Remaining was the issue of the new album. Just as they had done in 1979, the band started recording sessions with Mack in the summer of 1981 with no specific tracks in mind, jamming until ideas developed. The sessions unfolded discontinuously between June 1981 and March 1982: the first round of sessions took place between June and August, before the band broke for rehearsals and a tour of Mexico; the second was a two-week interval starting on 6 December; and the third commenced in the New Year, with Roger and John arriving on 18 January, and Freddie and Brian showing up five days later. This hinted at the band’s preference to record at a comfortable pace. “We don’t have a concept,” Roger told Popcorn in June 1981. “Most of the songs are already there, but the different effects and details come to life step by step. When the album is finished, we will surely go on tour again. And it will be a completely
new show.”
“We moved out to Munich to isolate ourselves from normal life so we could focus on the music,” Brian told Uncut in 2005, “and we all ended up in a place that was rather unhealthy. A difficult period. We weren’t getting along together. We all had different agendas. It was a difficult time for me, personally – some dark moments.” The band had indeed changed into traditional rock stars. Freddie was content to explore the licentious side of Munich, and frequented nightclubs almost every night of the week. Brian and Roger, too, would go out partying with their own circle of friends, while John preferred to be with his family or go on holiday during lulls in recording.
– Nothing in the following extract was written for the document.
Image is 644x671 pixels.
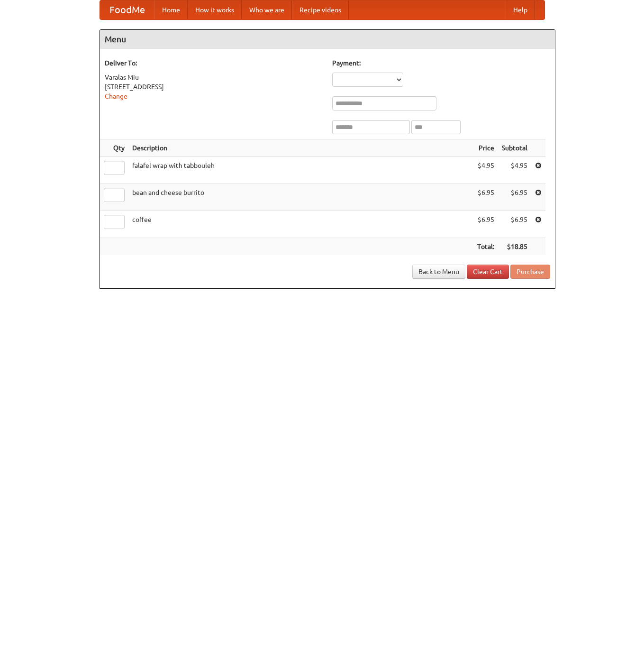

The sessions were fraught with disagreements, with each band member pulling violently in different directions while trying to maintain a unified sound. In the studio, Mack was expected to make sense of the songs that the band was individually bringing to the table, with directives from each band member over the sound and feel of the songs. It didn’t help that Brian was digging his heels in to keep the band focused on their rock sound (indeed, of his three songs, only ‘Dancer’ dipped its toe into the dance/funk category) while John and Freddie desired the airiness of dance records. “As a group, we do not have a single direction,” Brian admitted in a 1984 interview with Faces. “We’re four very different people. I do feel we’re more democratic than any group I’ve come across. But that means there’s always compromise – no one ever gets his own way totally. We’re always pushing four different directions, not quite sure where the equilibrium position is, for balance. We fought about arriving at a sensible format for Hot Space, then decided to push into a very rhythmic and sparse area, disciplining out all the indulgences we’ve been used to putting in. We felt our fans would take it as another experiment. But we found we’d stepped out – at last! – from the music people felt they could expect from us.”